Believe it or not, a lot of large organisations opt into systems like this. A cloud-based print queue lets you tie printing to your single-sign-on system, bill each print to the right department, and simplify sending the print to the right printer.

If you can have a third party deal with all the routine maintenance and toner orders and whatnot, so you just get billed $0.10 per page with everything taken care of, that's one less thing to worry about.

With that said, I can well believe this specific HP product would be a deceptively marketed, overpriced, locked down piece of shit. Inkjet printers have been that way for decades, after all.

2 comments

I think HP is unique among the shitty printer makers.

First off, their printing, copying, and scanning products used to be outstanding. They made some of the only devices that just worked, straight out of the box, with no hassle. They were so good that other companies adopted their proprietary tech as a quasi-standard. Remember hearing the phrase "HP ScanJet compatible?"

Second, they're just about the very worst among major brands today. These e-series printers were heinous enough to get discontinued, but their other products are hardly any better. My Envy was a doorstop until I installed an app on my phone, created an HP account, and paired to the damn thing over bluetooth. It won't print black-and-white unless there's a color cartridge installed. It constantly just stops printing, and I have to go unplug it and plug it back in, wait an hour, and try printing again. I can't be alone in these frustrations.

HP had to fall further than anyone else to reach where they are today.

> Believe it or not, a lot of large organisations opt into systems like this.

The way you describe it, I can see that being a viable product. To some extend this could be HP so focused on a very niche segment, like Microsoft with Recall, that HP+ actually seems like a sensible idea. They then forget about the fact that this is just a small segment of they customer base, but they don't really communicate with the rest, so they just roll out this product to everyone and it fails.

However, HP isn't keeping this around, they are discontinuing the product line all together, and from the article it seems like they also forgot about the needs of those large organisations (can't assume that the printers are allowed online, for good reason).

It does seems like it could be a reasonable, but probably less profitable business, if it had been better designed and targeted.

The odd thing is that this business model is super old in the industry, going back before computers were common in offices.

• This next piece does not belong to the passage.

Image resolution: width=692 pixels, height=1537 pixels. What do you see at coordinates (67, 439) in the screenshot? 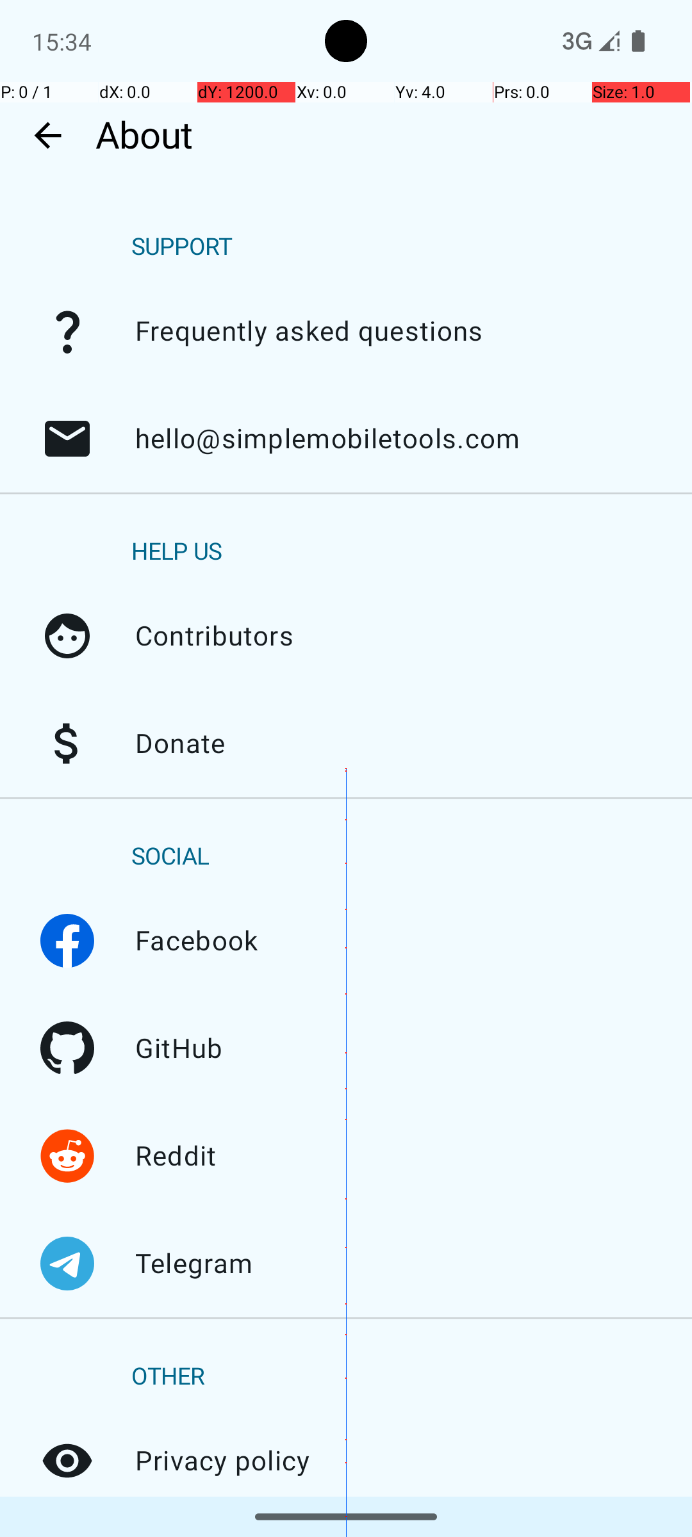
I see `hello@simplemobiletools.com` at bounding box center [67, 439].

That is how a ton of copiers were supplied, either sold with a service contract or just rented. That continued for a long time, even for small offices this was fairly common until in the 2010s when laser printers got ridiculously cheap.

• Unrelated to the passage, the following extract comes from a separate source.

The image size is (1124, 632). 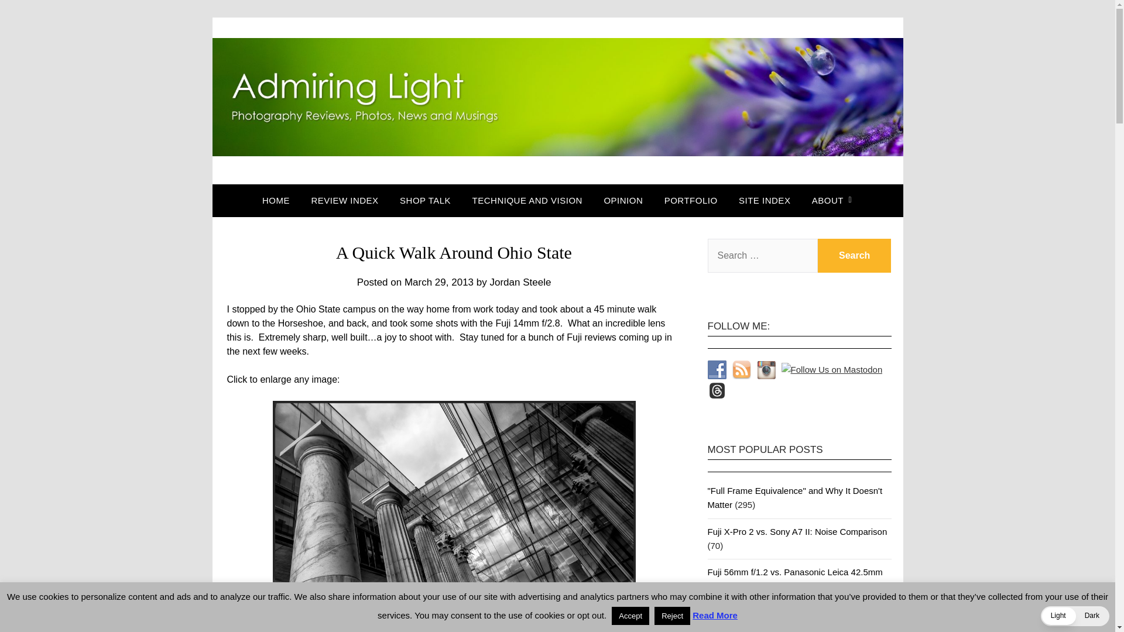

However, I'm not aware of these services being offered directly from the manufacturer, it seemed to be via local office supply houses that were dealers for the manufacturers. That being said, this service was probably available direct from the manufacturers for large organizations.

ETA: One thing I didn't mention that I feel is the main reason the service contract model went away is that printers are cheap enough it doesn't make tons of sense to service vs replace. We still have a service contract with guaranteed fix/replacement times for our specialized zebra printers at work. Still makes sense on a 3k+ printer that you can't buy locally off the shelf.